Ravitch paints an appropriately dire picture of testing today compared to when she first espoused it. She decries both the money that is diverted to testing from other important educational programs and the stifling of creativity in teachers incentivized to teach to the test.  National curriculum guidelines, she said, should leave teachers free to teach the way they want to because they are professionals.

Her analysis of the charter school movement is equally vivid. While she briefly concedes that there are some good charter schools, her overall critique is heavily against, especially those that are “funded by billionaires” and hedge fund managers. She suggests that the media have been  deluded by the siren call of charter schools and thus are becoming a tool of the far right, whose goals, she says, are elimination of teacher unions and privatization of education.

My beef with her is her nearly wholesale condemnation of charter schools. In an ideal world, charter schools wouldn’t be necessary.  But in sub-par school systems, concerned parents should have a choice. If school improvement is taking too long, those parents should be able to choose a good charter school alternative.  That doesn’t signal opposition to public education.
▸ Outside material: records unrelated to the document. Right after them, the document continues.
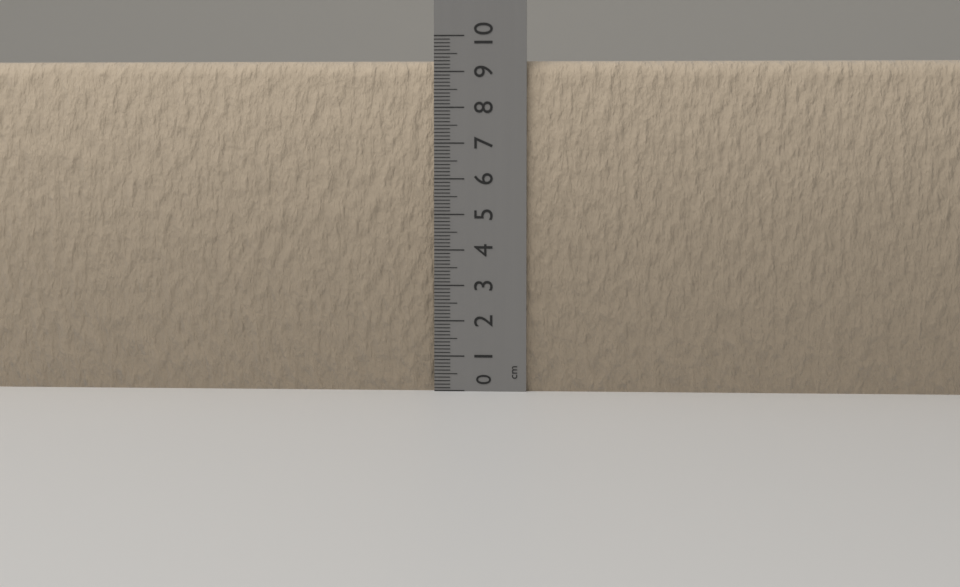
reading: 9.3 cm
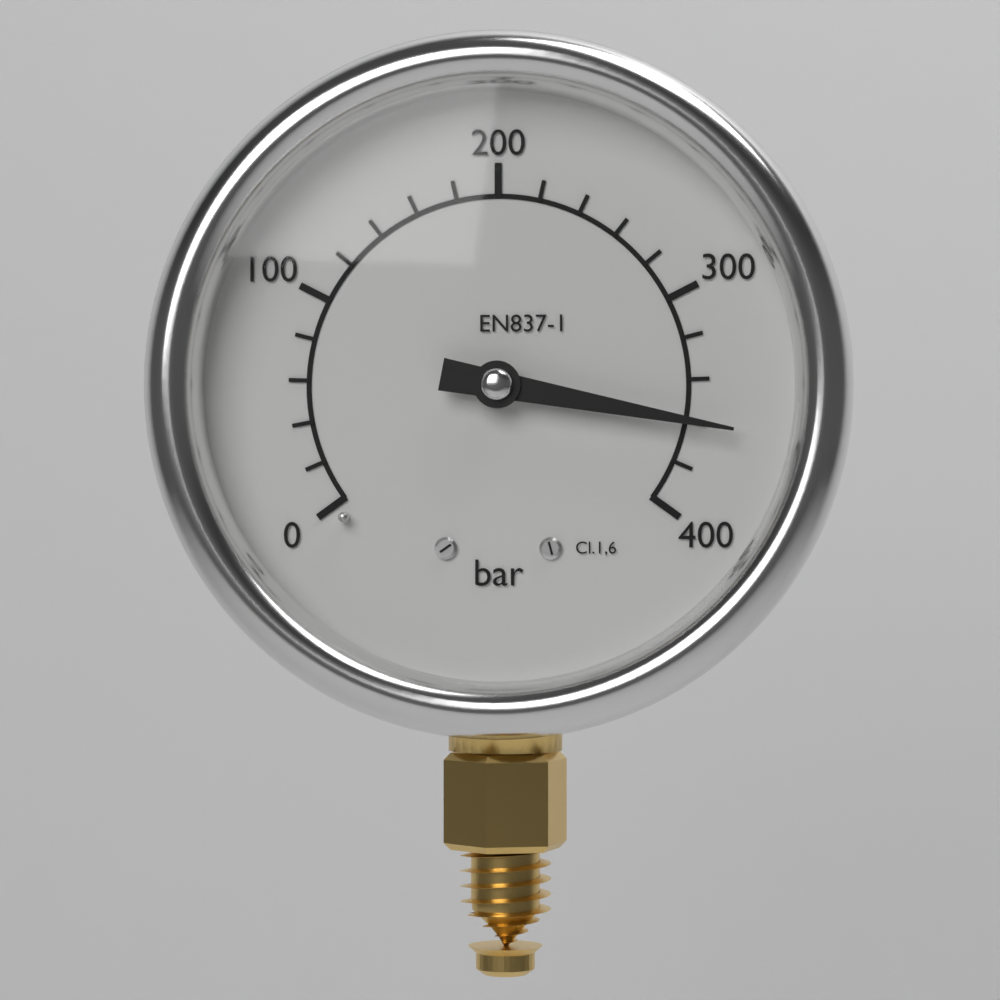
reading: 360 bar
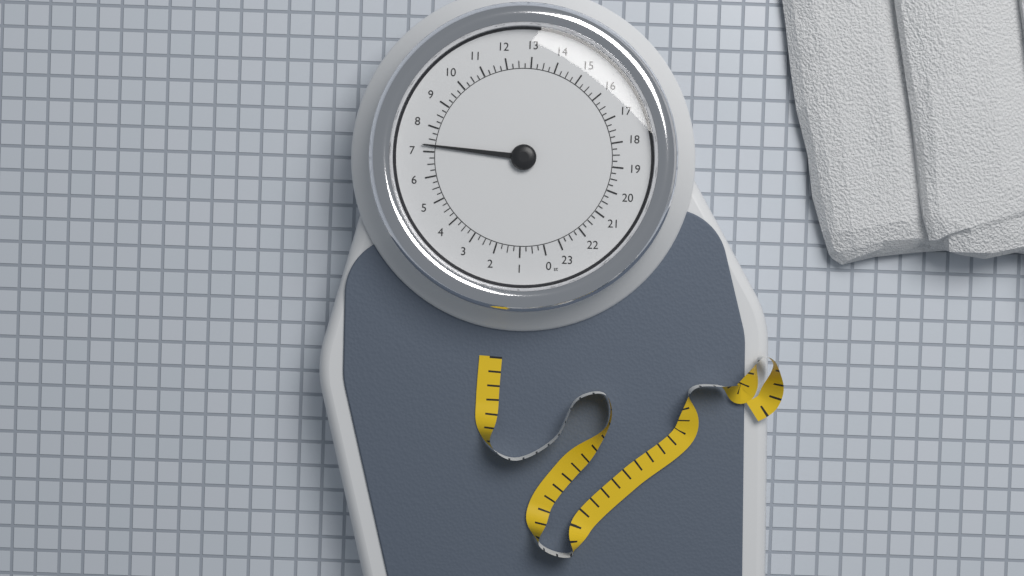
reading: 7.25 st
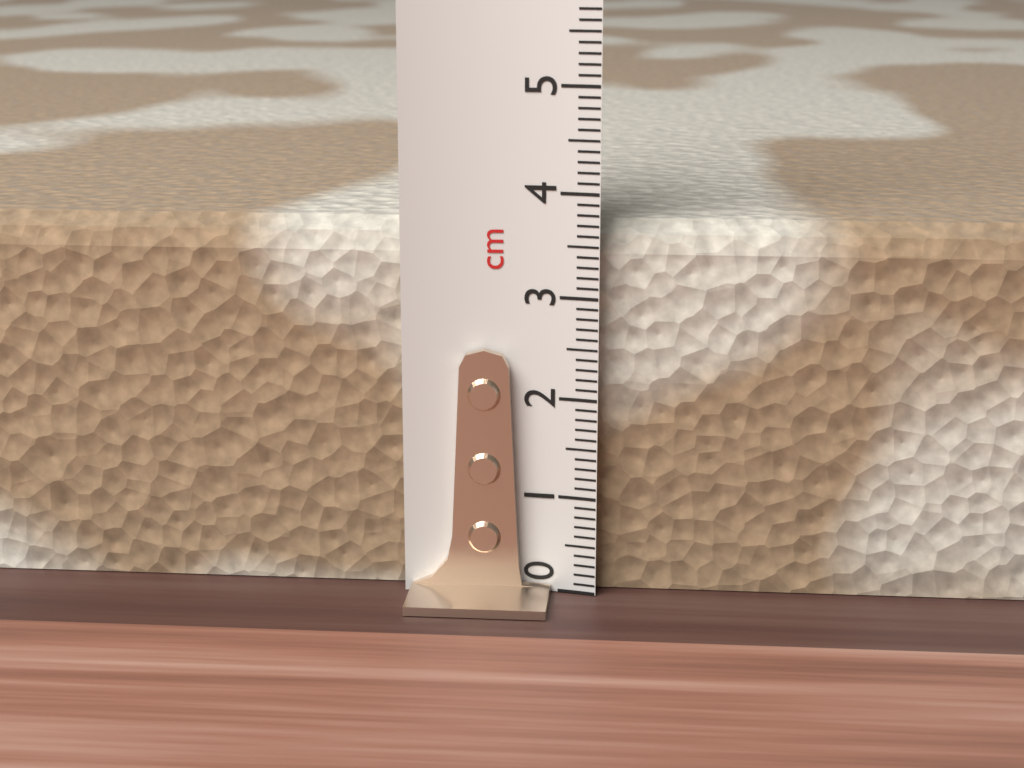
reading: 3.7 cm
While Ravitch is absolutely right to praise those underpaid, idealistic, hard-working teachers in the classrooms, I have never heard her criticizing the often stultifying work rules of some unions. Yet, over the years, it has been fair to criticize them for tying the hands of principals when, for example, they want to move out an ineffective teacher to bring in someone with fresh energy and drive.  There are other union work rules that keep a principal or teacher from being nimble and creative. (I would have liked to pose such questions to Mass. Teachers Association President Barbara Madeloni, who introduced Ravitch.)

Few advocates are more compelling than Ravitch in laying out importance of strong public school systems to the effective and just workings of a democracy. States must delink the quality of education from poverty.  Legislatures must ensure that cities and towns have enough money for the arts, phys ed, libraries,  social workers and more. De facto segregated  schools must be integrated as an important tool in changing the odds, so all children have equality of educational opportunity.
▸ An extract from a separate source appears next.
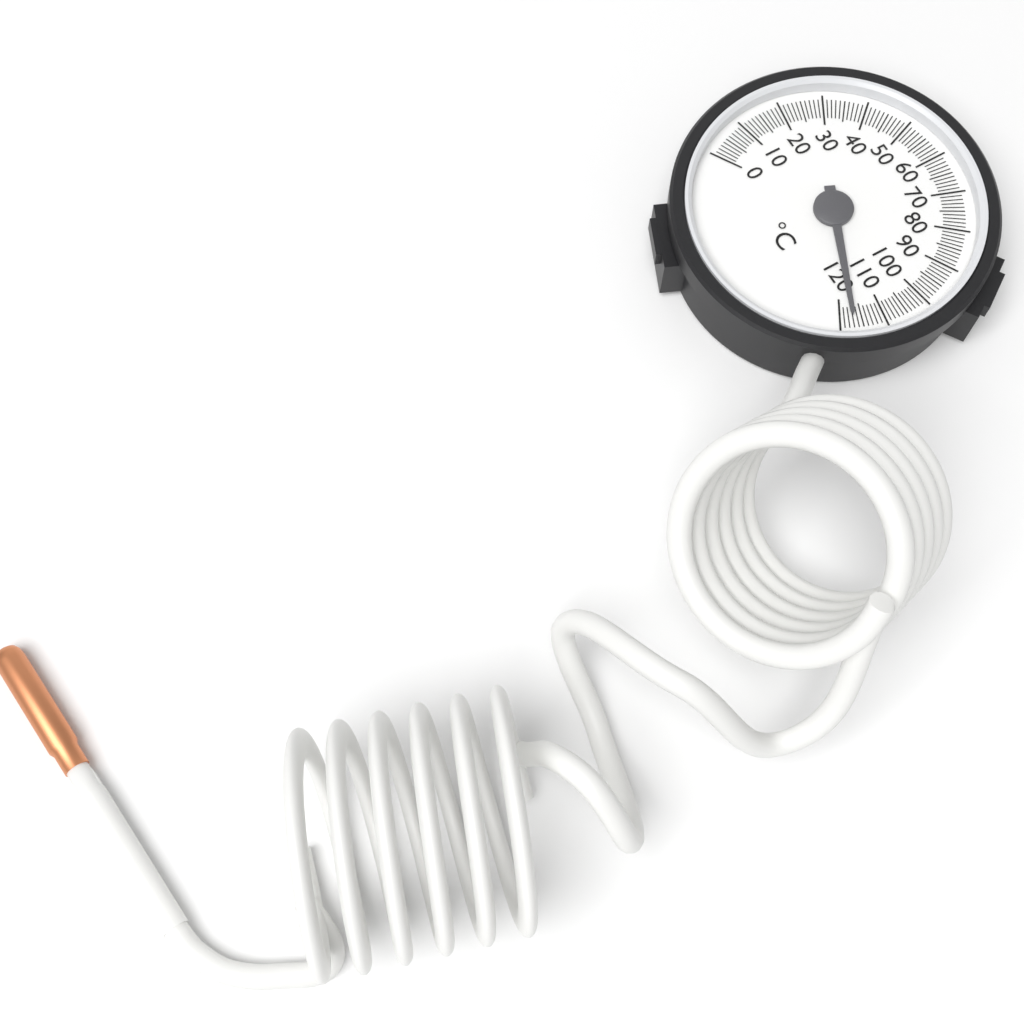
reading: 117 °C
Some testing may be appropriate, she says,  but not every year. Saturday a report by the Council of Great City Schools said that, between kindergarten and grad 12, students take 112 standardized tests. The 25 hours of testing doesn’t measure the countless other hours preparing for tests.  Standardized testing doesn’t hold systems accountable for academic rigor, just for that time spent on test prep. The purpose of education, Ravitch reminds us, is to shape good human beings, of good character, and help them reach their full potential.  As she convincingly notes (and the President echoed yesterday), life doesn’t consist of choosing the right answer from bubble a, b, c or d. Life is often making difficult choices where there are no right answers.

Massachusetts is debating a possible shift from the MCAS tests (Massachusetts Comprehensive Assessment System) to the PARCC (Partnership for Assessment of Readiness for College and Careers). The latter, according to a Boston Globe  editorial, is a better measure of student progress and would reduce the incentive to “teach to the test.” Perhaps Ravitch would agree with a UMass professor who wrote to the Globe that the debate was like arguing for the new Coke rather than Pepsi.  Neither one of nutritional value. Better to reject them both.

The Wellesley College audience on Thursday was exhorted to push for education improvement politically, making sure they support legislative candidates who share these values and goals. The same might be said of presidential candidates. The Republicans have been beating each other up on Duncan’s Common Core standards and measurements.  The Democrats’ debate last week was silent on the issue.  We, all of us, have to demand more from those seeking our votes.